== Action item ==
Retype, exactly as written, every line from the one containing "Identify the location of Servicios." through the last line of the records below, both included; skip the pictures.
* * * * * * *
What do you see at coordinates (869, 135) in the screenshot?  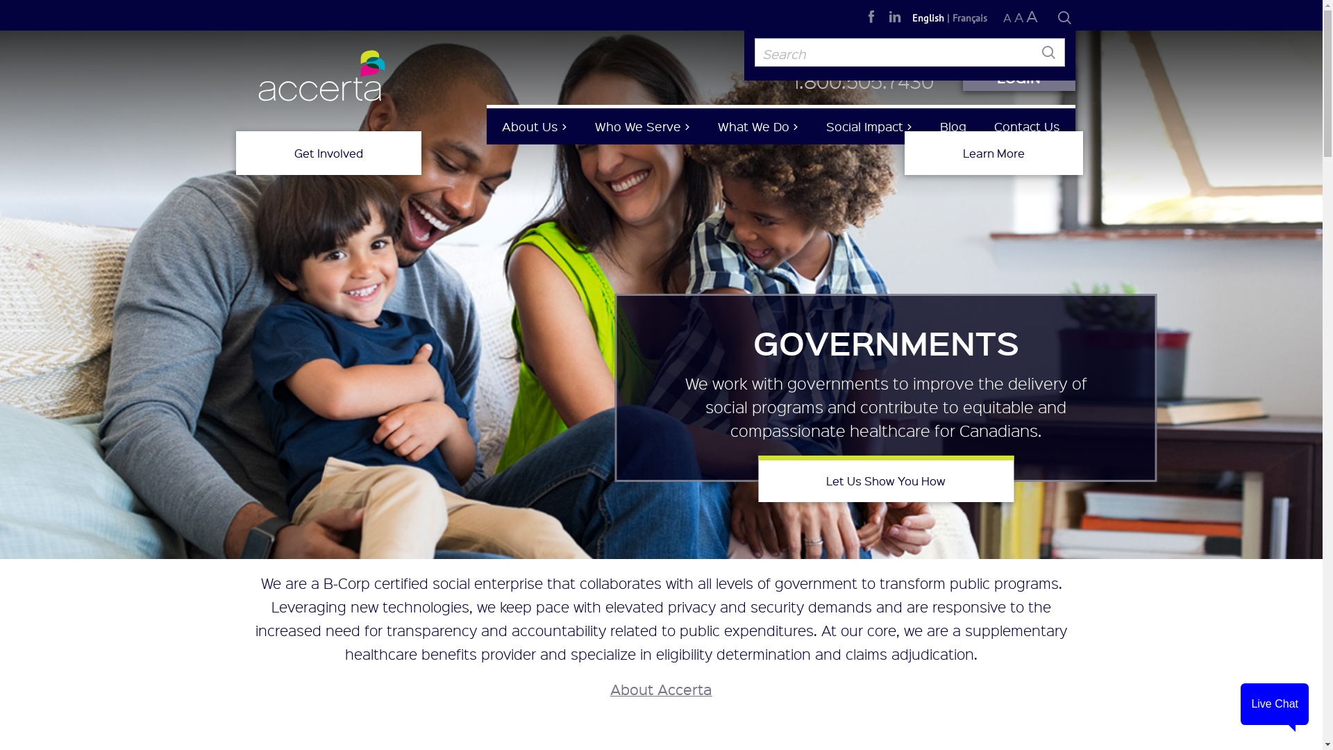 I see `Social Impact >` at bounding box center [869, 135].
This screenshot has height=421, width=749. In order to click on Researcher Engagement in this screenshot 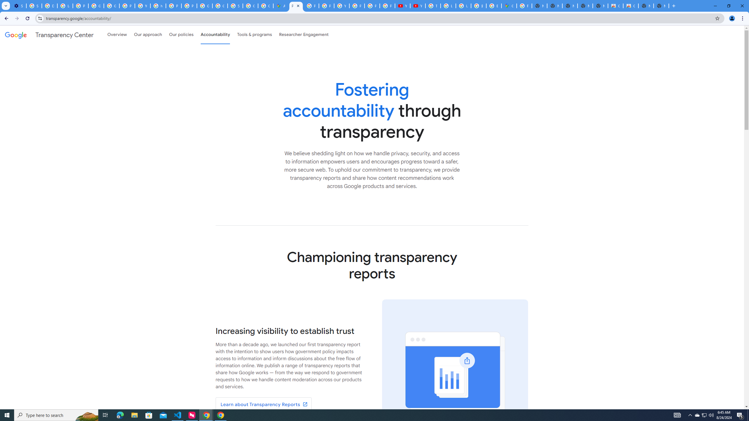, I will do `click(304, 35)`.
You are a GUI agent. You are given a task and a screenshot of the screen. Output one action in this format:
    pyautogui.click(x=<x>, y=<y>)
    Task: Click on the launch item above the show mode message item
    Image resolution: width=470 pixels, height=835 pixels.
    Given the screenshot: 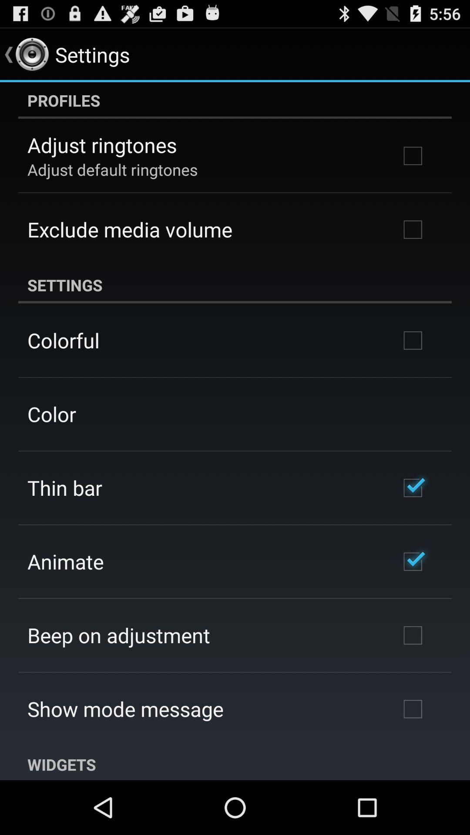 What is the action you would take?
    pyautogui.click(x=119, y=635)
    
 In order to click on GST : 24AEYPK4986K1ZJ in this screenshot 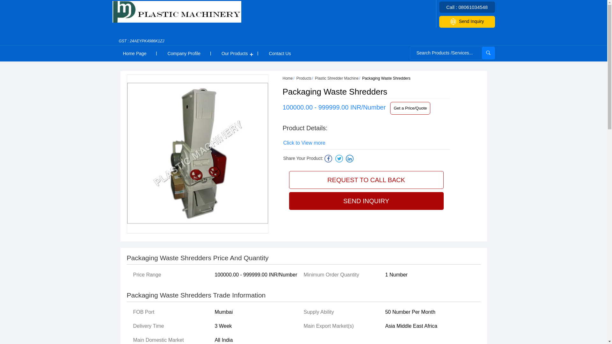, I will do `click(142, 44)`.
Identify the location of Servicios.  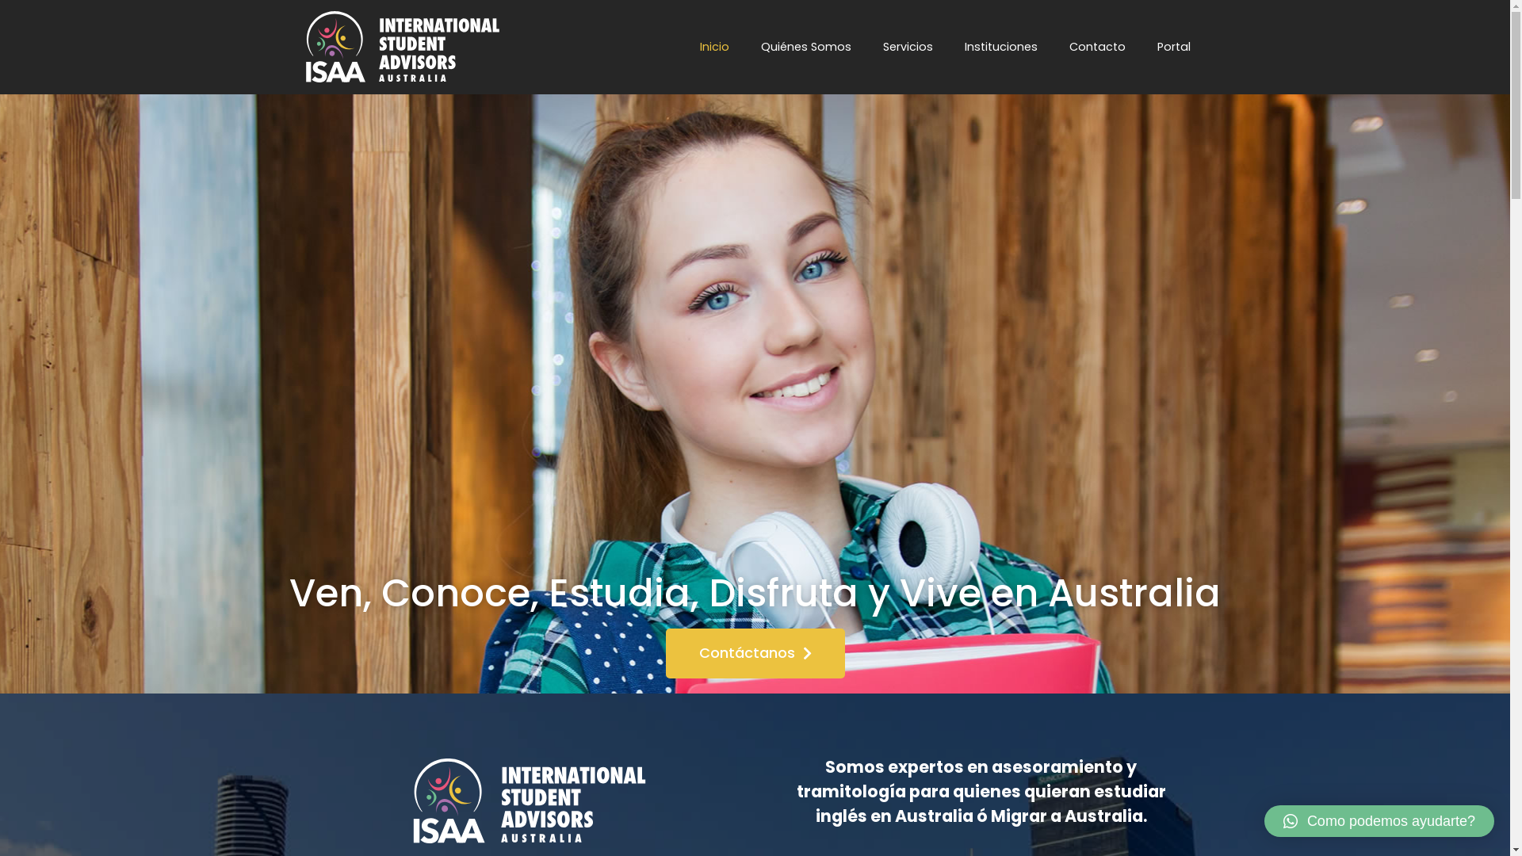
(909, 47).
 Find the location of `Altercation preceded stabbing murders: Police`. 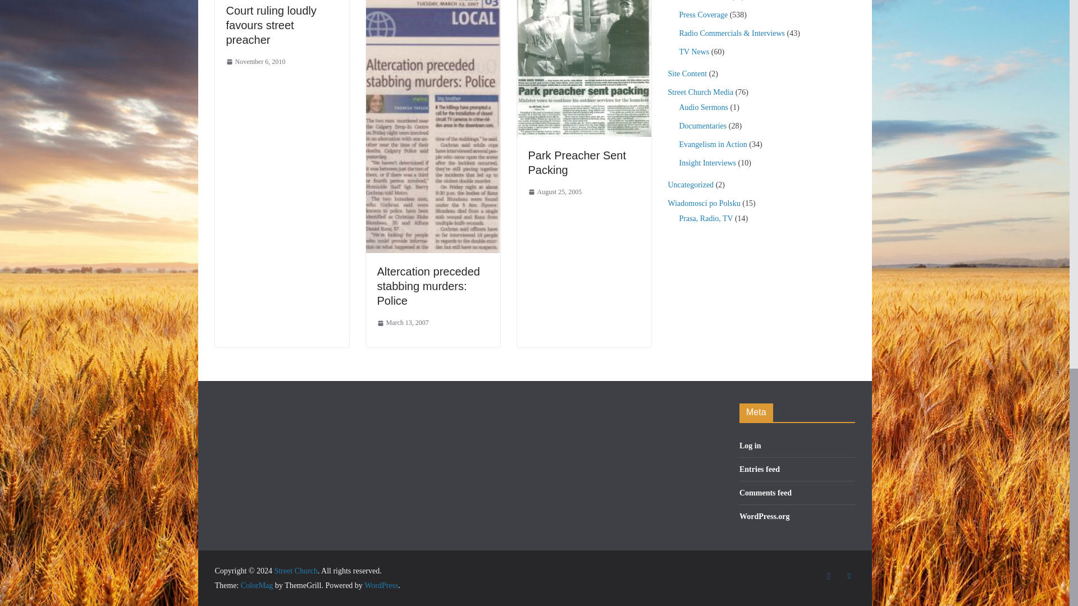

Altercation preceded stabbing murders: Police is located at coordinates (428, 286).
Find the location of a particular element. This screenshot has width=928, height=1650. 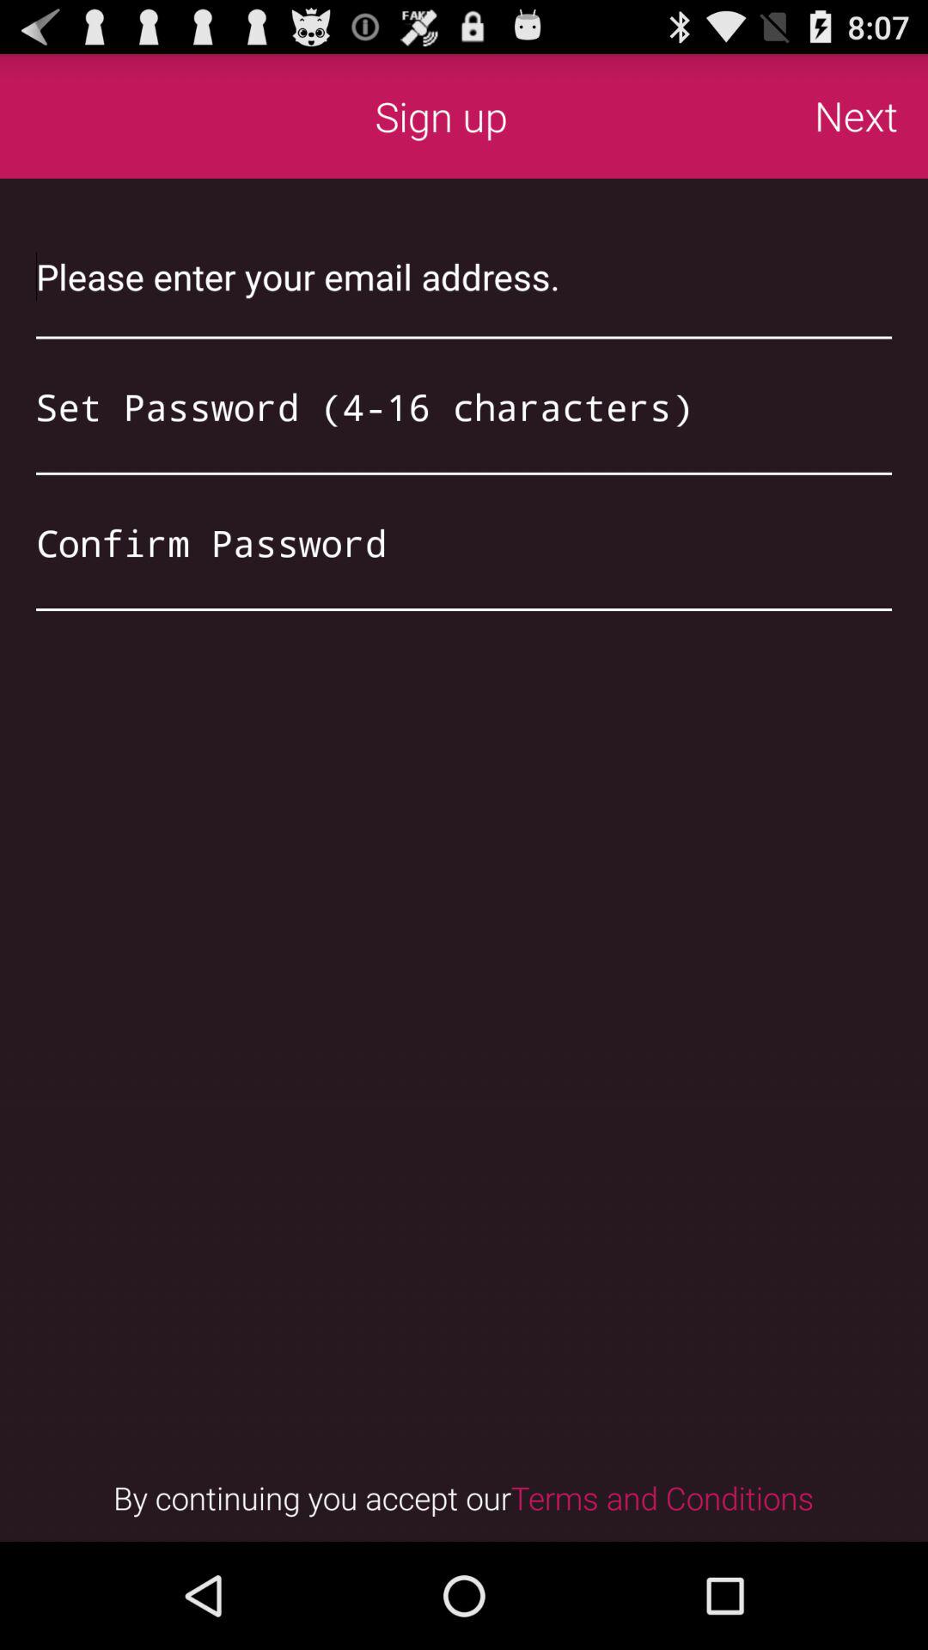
* * * * * * *
== Exercise result ==
Identify the location of Servicios.  
(909, 47).
 Find the location of `Altercation preceded stabbing murders: Police`. 

Altercation preceded stabbing murders: Police is located at coordinates (428, 286).
Find the location of a particular element. This screenshot has width=928, height=1650. 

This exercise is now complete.